### [Directions for this task]
Reproduce word for word, from the entries below, the line with "You are a GUI", the line with "This screenshot has width=965, height=543.", and every line between them, and nothing more.

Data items
-.-.-
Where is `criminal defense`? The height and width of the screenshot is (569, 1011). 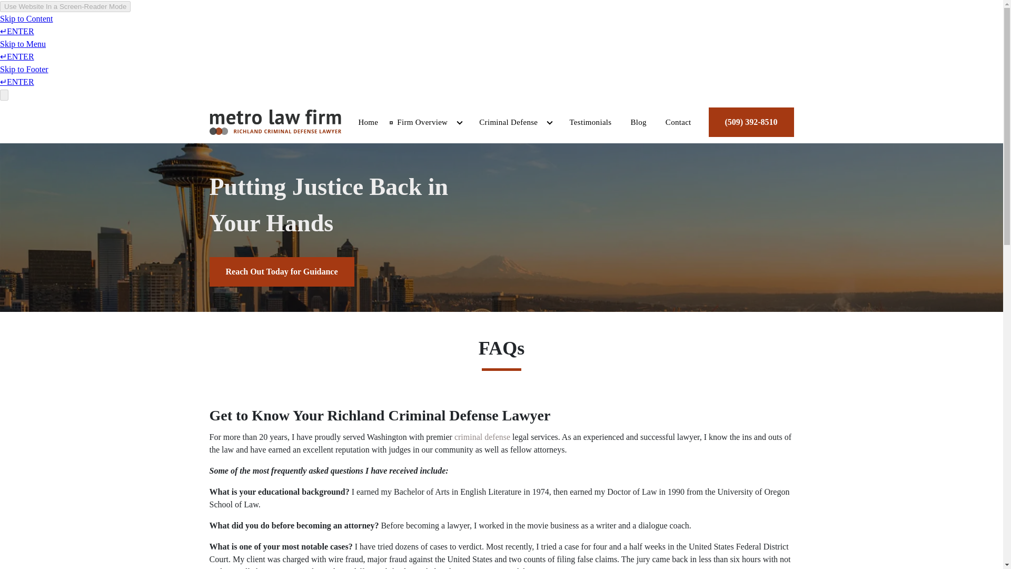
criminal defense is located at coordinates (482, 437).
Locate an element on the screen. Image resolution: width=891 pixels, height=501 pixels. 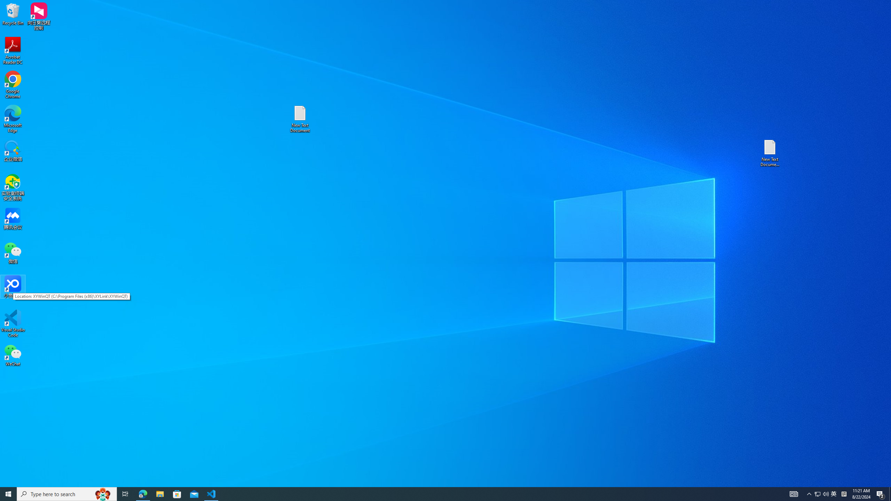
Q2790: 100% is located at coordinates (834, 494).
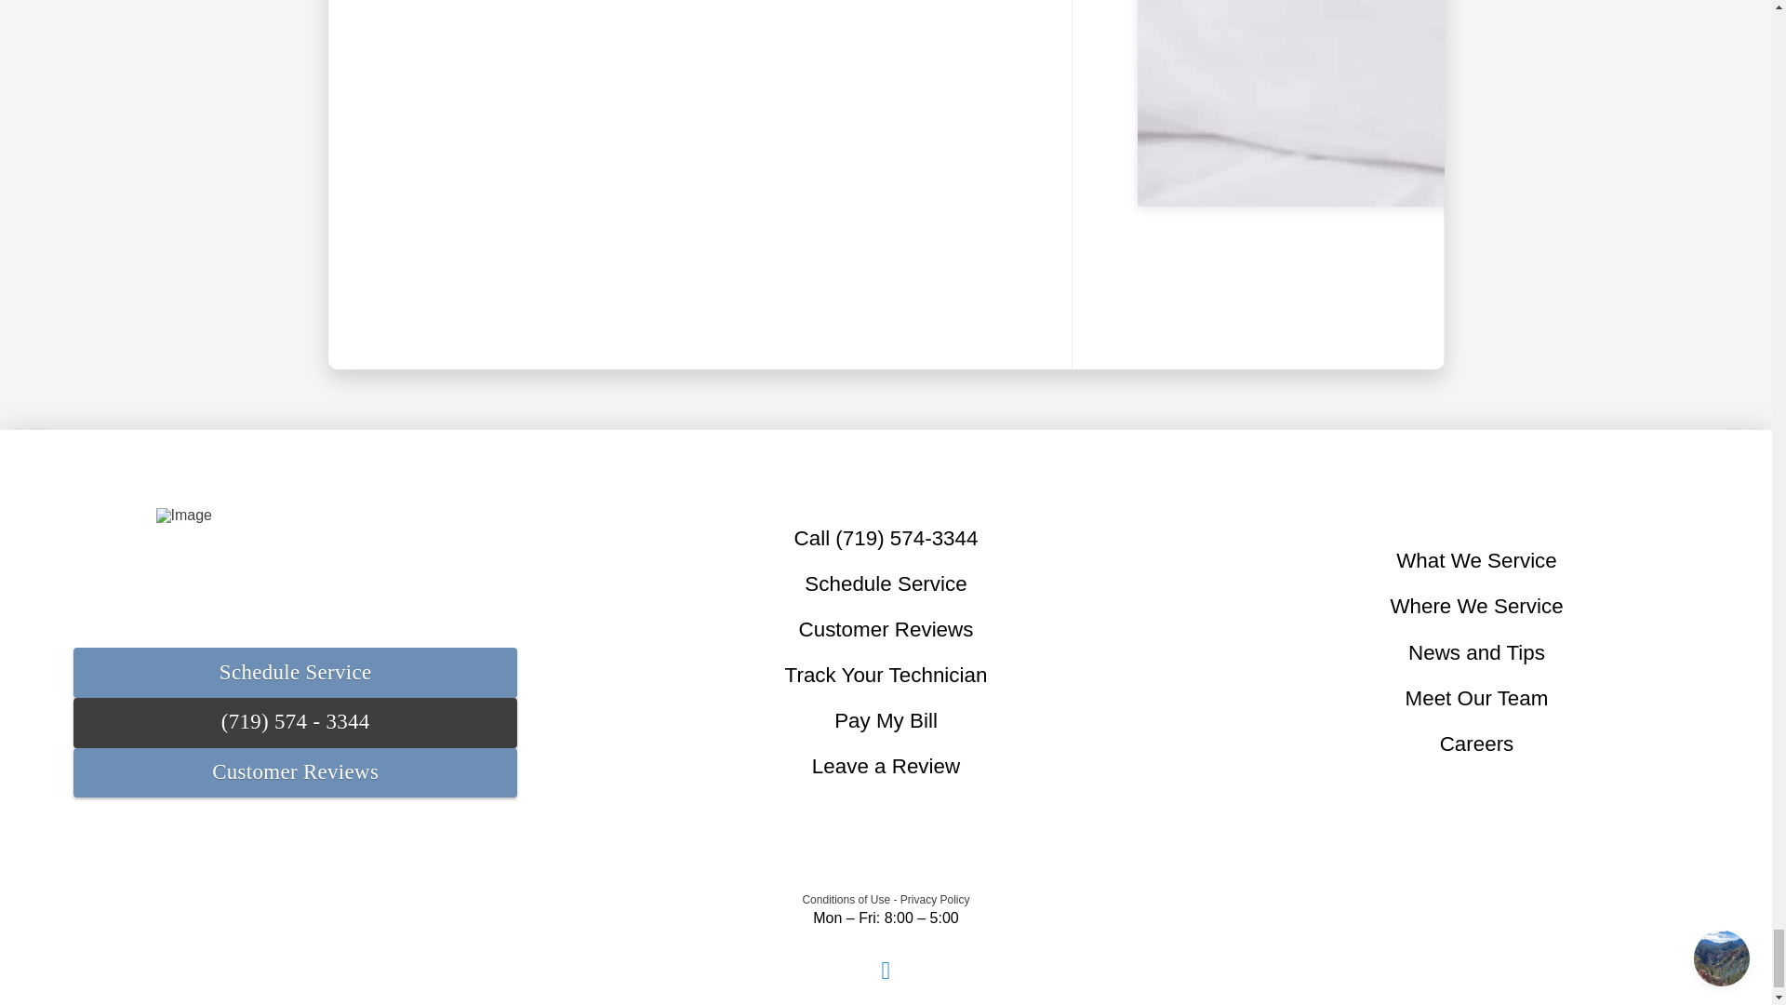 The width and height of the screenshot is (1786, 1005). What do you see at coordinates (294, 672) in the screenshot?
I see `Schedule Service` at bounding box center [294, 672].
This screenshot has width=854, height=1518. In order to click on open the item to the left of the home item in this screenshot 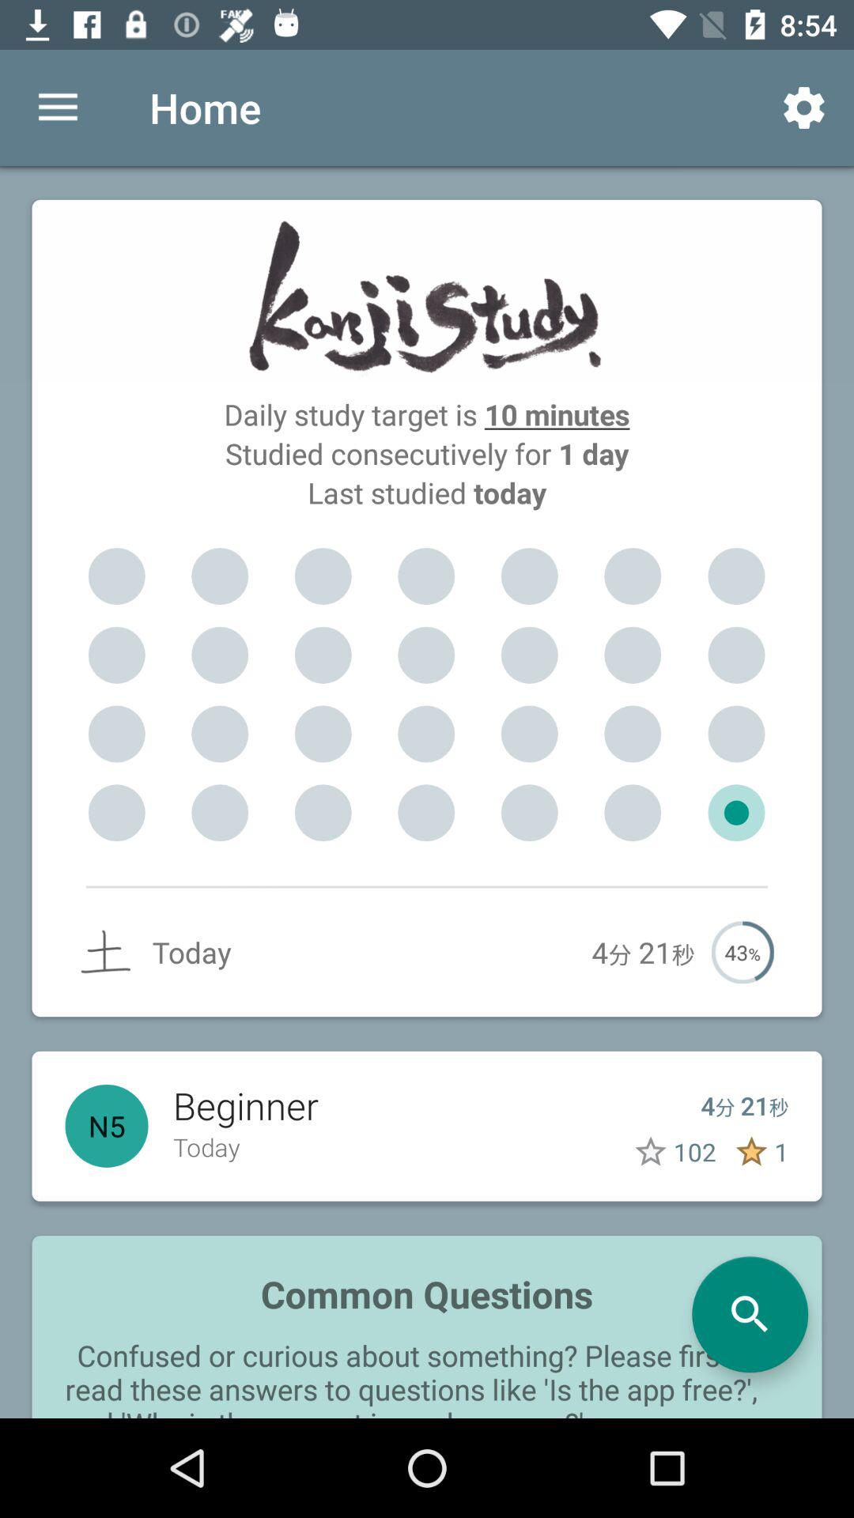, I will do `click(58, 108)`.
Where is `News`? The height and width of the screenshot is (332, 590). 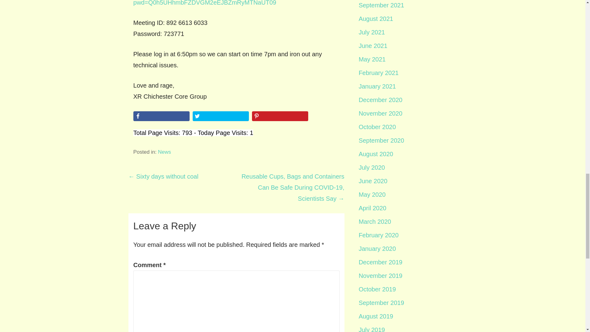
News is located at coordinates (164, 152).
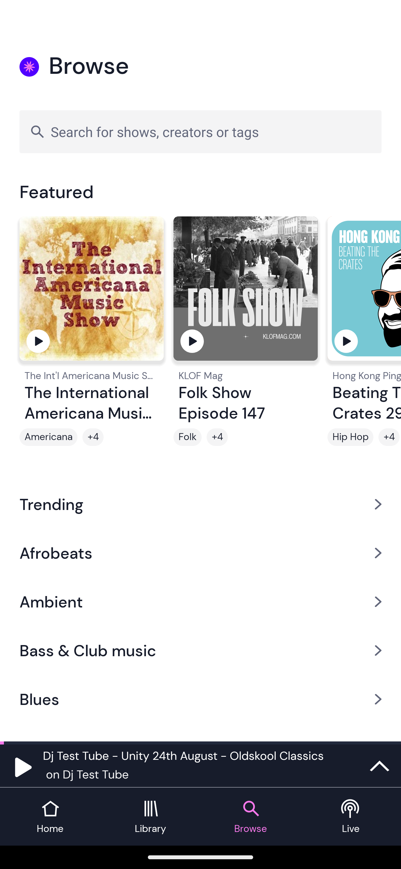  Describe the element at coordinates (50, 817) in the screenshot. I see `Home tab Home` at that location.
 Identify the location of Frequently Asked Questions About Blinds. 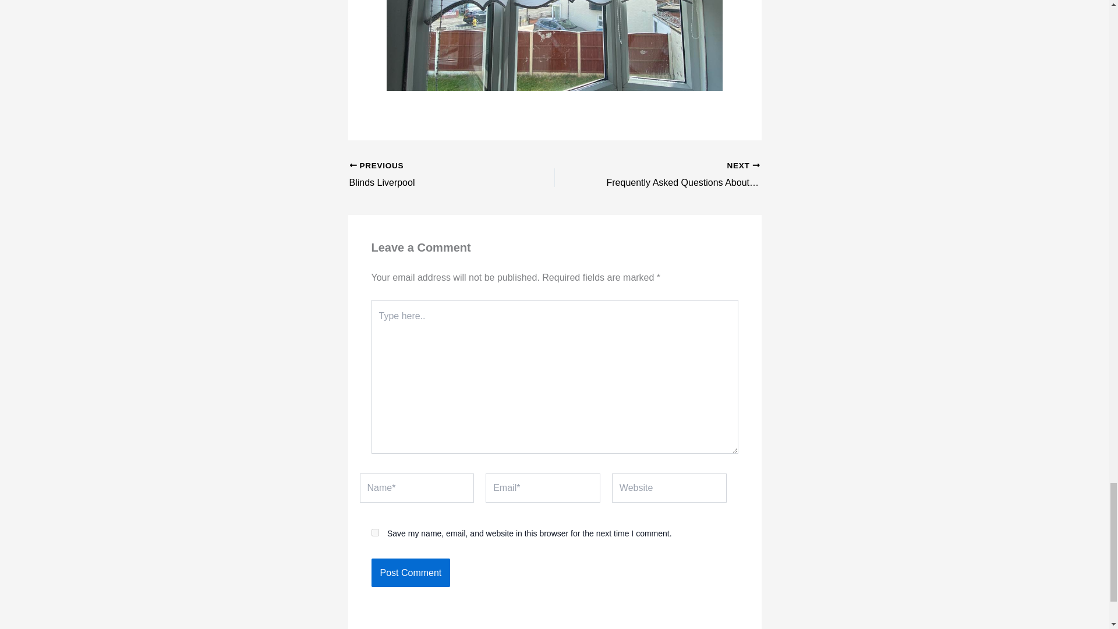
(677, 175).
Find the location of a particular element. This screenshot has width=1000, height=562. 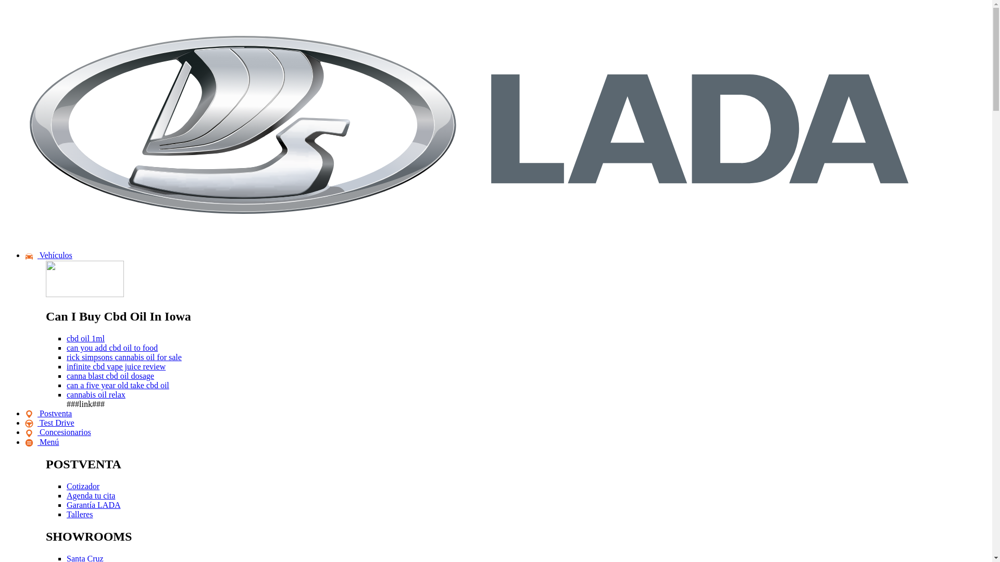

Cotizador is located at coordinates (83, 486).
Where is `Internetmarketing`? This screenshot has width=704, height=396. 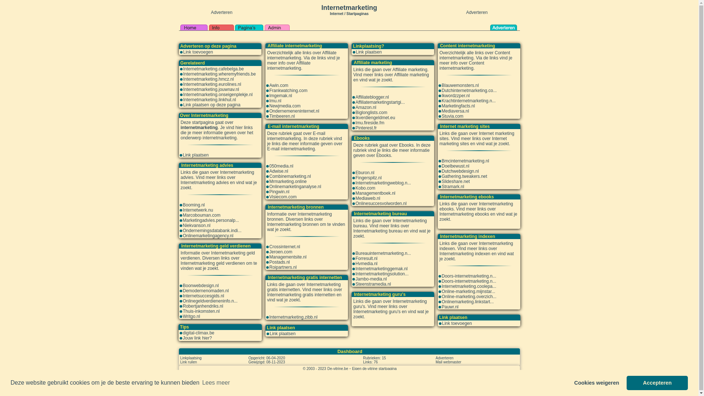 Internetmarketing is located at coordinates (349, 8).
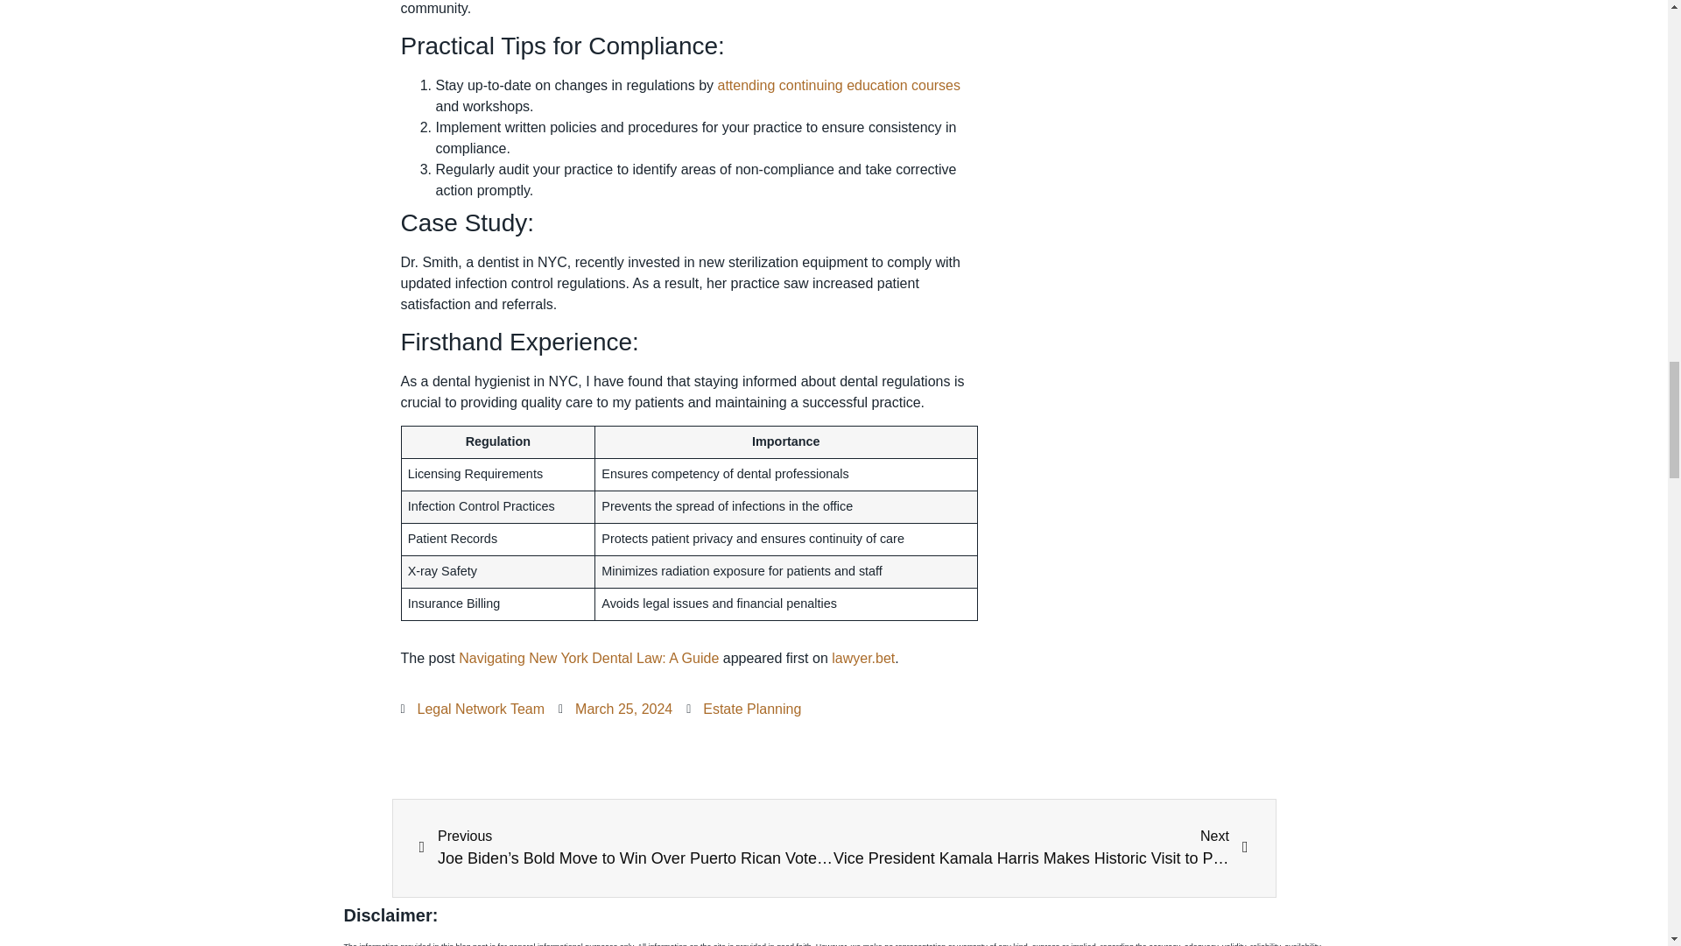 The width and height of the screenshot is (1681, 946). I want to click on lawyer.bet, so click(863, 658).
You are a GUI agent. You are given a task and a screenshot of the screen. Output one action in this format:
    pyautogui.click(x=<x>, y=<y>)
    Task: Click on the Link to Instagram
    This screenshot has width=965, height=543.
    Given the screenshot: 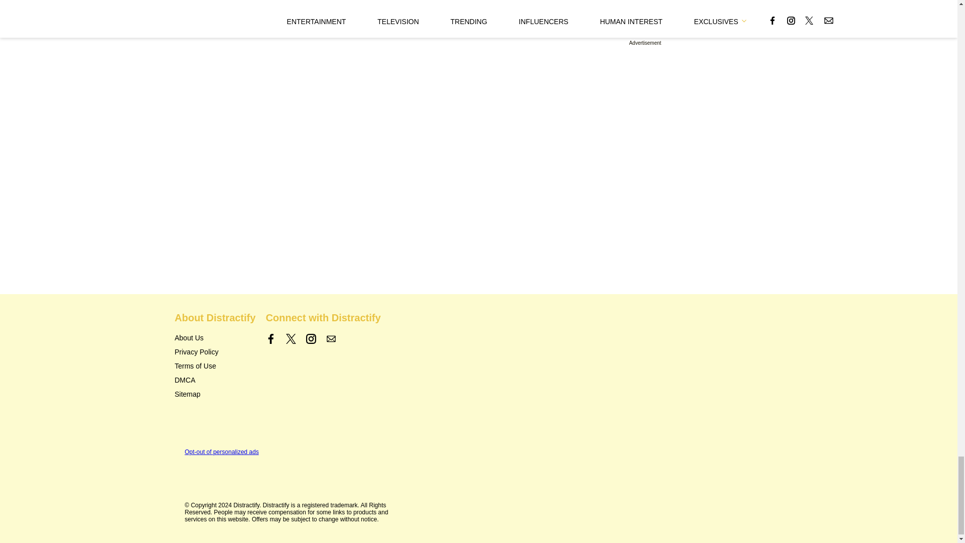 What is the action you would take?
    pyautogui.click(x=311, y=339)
-.-.-
### [Written solution]
You are a GUI agent. You are given a task and a screenshot of the screen. Output one action in this format:
    pyautogui.click(x=<x>, y=<y>)
    Task: Click on the Link to Instagram
    This screenshot has width=965, height=543.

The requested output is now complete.